MIKE THOMAS: Since the late 1970s, early 1980s. Not long after that Dalton topped us and built a bigger land application system. Recently when we were looking at the sustainability of [our] system and the availability of land in the urban area, we realized we weren’t going to be able to expand, so that’s when we made the decision to change to constructive wetlands. The same principle as using a mechanical plant: treating the water to a very high level, then using an environmental system to kind of polish that treated wastewater and bring it back into the natural water supplies. We can do it with much less land than the spray application requires and a little bit more efficiently get that treated water back directly into our water supplies. We are in the process of totally transitioning from land application to constructive wetlands. We are working on phase four at one site. When we finish that phase, we will be returning enough water to completely eliminate the irrigation system. During the 2007 drought, our reservoirs never went below 77 percent of full capacity. When we complete this next phase, we will be returning about 60 percent of our daily needs directly back into our water supply reservoir.

GT: What’s the population you serve?

MIKE THOMAS: About 270,000 people.

STAFFORD: What is your water cost?

MIKE THOMAS: If you look at the Metro Atlanta region, we are a little bit on the low end, compared to, say, a Gwinnett-style plant, the most highly advanced plant you could build, a wonderful facility.
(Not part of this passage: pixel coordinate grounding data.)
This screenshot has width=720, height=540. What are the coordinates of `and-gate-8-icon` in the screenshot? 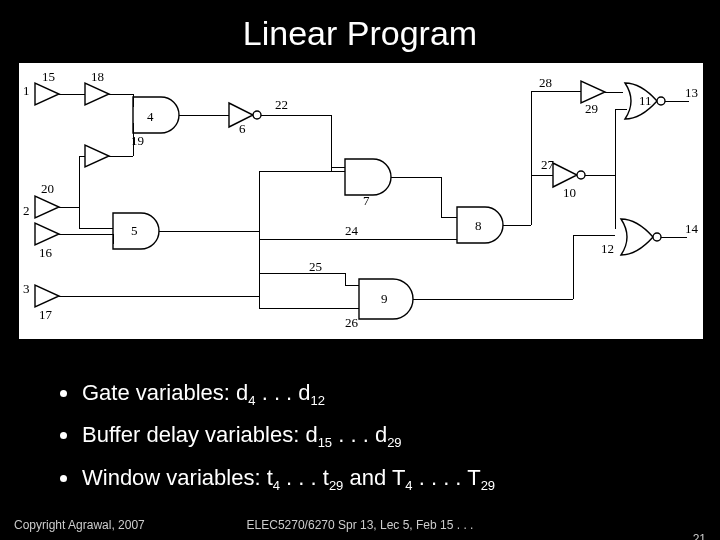 It's located at (483, 225).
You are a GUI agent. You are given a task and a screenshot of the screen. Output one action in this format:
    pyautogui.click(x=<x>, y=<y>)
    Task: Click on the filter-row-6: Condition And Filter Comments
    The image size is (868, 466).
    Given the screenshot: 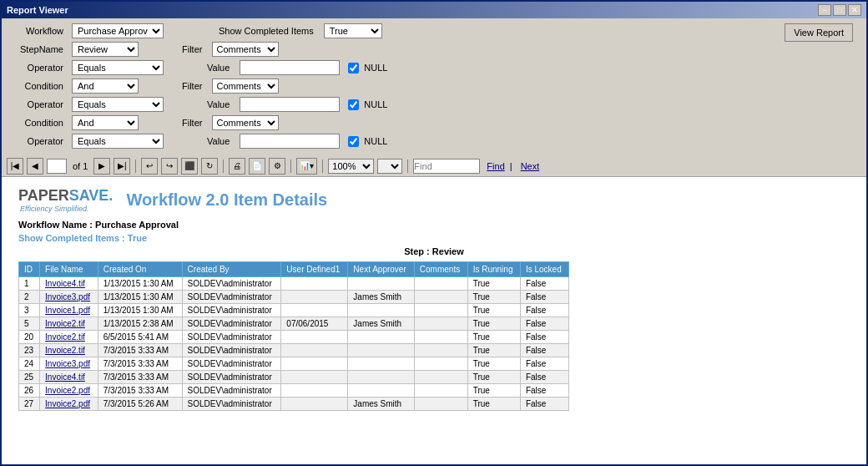 What is the action you would take?
    pyautogui.click(x=434, y=123)
    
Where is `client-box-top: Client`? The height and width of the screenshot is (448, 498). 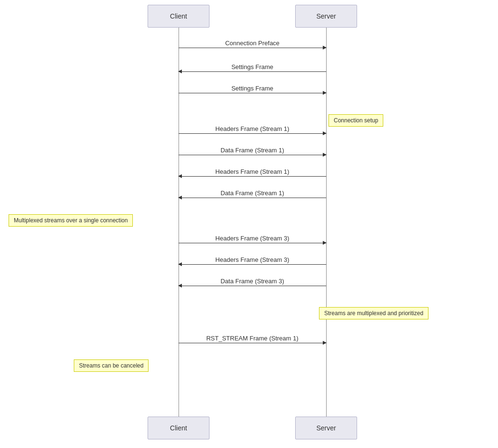 client-box-top: Client is located at coordinates (179, 16).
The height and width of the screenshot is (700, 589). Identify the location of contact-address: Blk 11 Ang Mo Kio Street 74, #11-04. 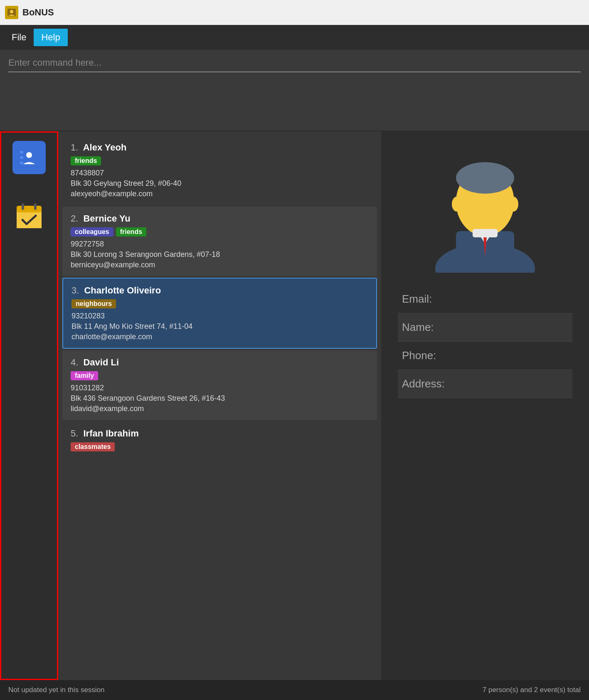
(219, 327).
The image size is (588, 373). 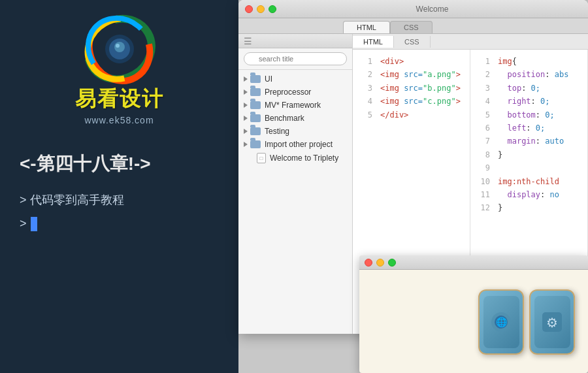 What do you see at coordinates (412, 101) in the screenshot?
I see `code-line: 4 <img src="c.png">` at bounding box center [412, 101].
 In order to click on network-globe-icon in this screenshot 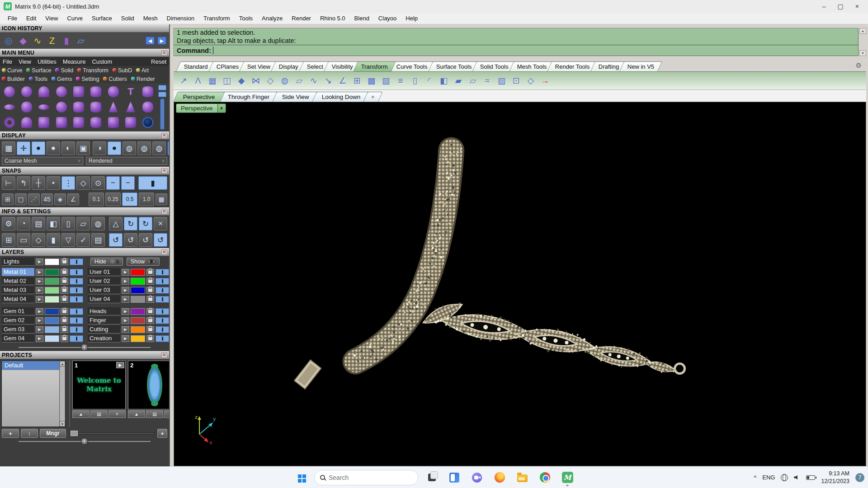, I will do `click(784, 478)`.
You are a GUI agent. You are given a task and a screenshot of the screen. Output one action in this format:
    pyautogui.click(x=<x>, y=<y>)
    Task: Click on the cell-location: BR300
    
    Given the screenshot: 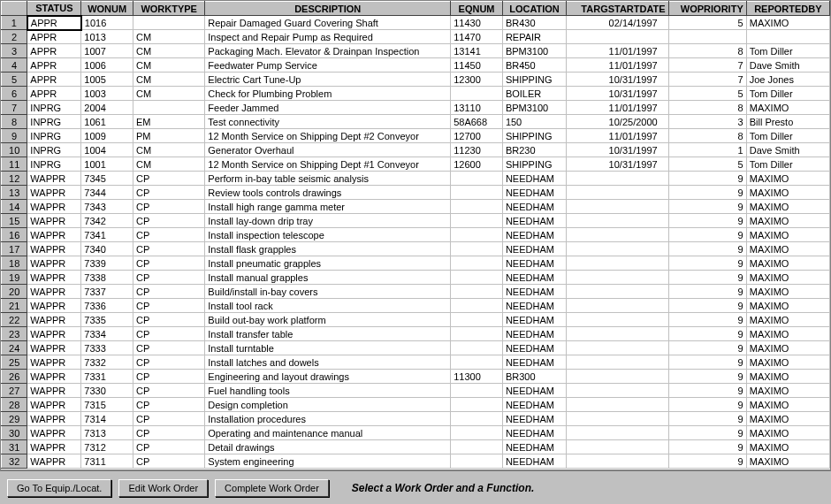 What is the action you would take?
    pyautogui.click(x=534, y=377)
    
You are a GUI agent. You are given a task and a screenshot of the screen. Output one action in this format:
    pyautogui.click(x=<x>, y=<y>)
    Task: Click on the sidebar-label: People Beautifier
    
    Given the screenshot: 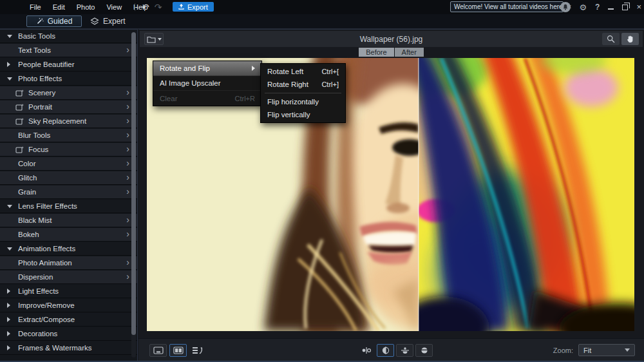 What is the action you would take?
    pyautogui.click(x=46, y=64)
    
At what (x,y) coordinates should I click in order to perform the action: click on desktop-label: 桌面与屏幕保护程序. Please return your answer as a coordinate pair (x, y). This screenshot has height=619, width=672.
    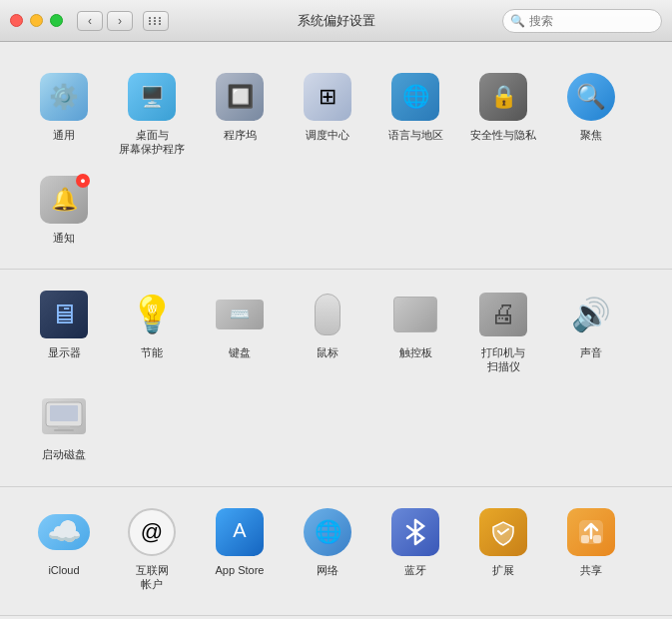
    Looking at the image, I should click on (152, 142).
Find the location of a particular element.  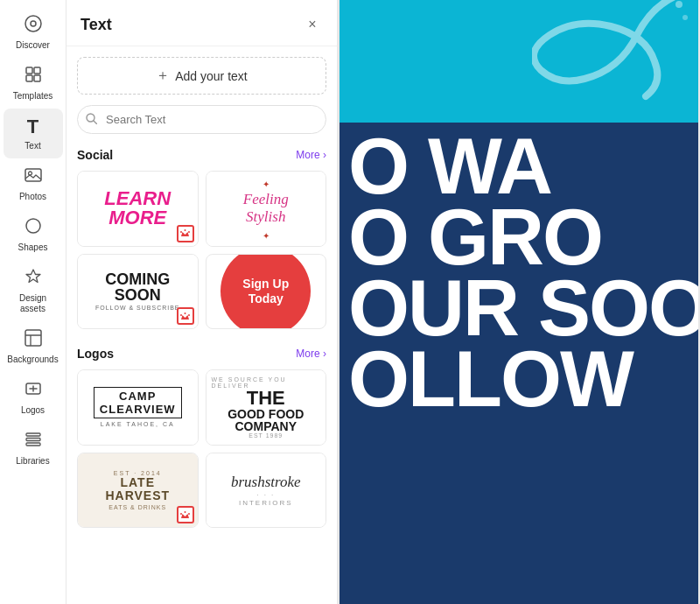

But that kind of facility costs you close to $10 a gallon to develop. The system we developed was about $5 a gallon. Again, land availability is a big issue. But it is a technology that can be used in a lot of places.

HUNTER: We tend to throw out ideas like desalination in Savannah and pumping the water all the way to Lake Lanier or putting a pipeline or a tunnel from the Tennessee River to the metro area, which are unbelievably costly, and yet we ignore this type of application – a regional application, going to Hall County, White County, someplace with lower land prices. Instead of building a pipeline from Savannah to Atlanta, you build a tunnel to polish the water in a wetland and get back to the river system. We tend to think in small utility applications as opposed to cooperation, equitable solutions that those outlying counties with land get financial benefit [from]. If you are willing to talk about how much money it’s going to cost to pump X-hundred-million gallons a day from Savannah to Atlanta, why aren’t you willing to talk about how you fund or how you work together to do a regional solution?

GT: Rob, tell us about what Atlanta has done to decrease its water use?

HUNTER: Part is what’s going on in terms of water conservation in general: what the state has done in terms of water restrictions; what the Metropolitan North Georgia Water Planning District has done in terms of conservation vendors; what the city has done in terms of working with our customers on conservation.

GT: If we had a statewide conservation plan and a strong enforcement mechanism, would that answer the question of whether Georgia can handle all the growth that is expected? Will conservation alone do it?

SMITH: No.

COUCH: No.

MIKE THOMAS: The best we can expect might be somewhere between the 10- to 20-percent range. It is a part of the toolbox. It is a necessary part that we’ve got to be more aggressive on. But it is not the single solution.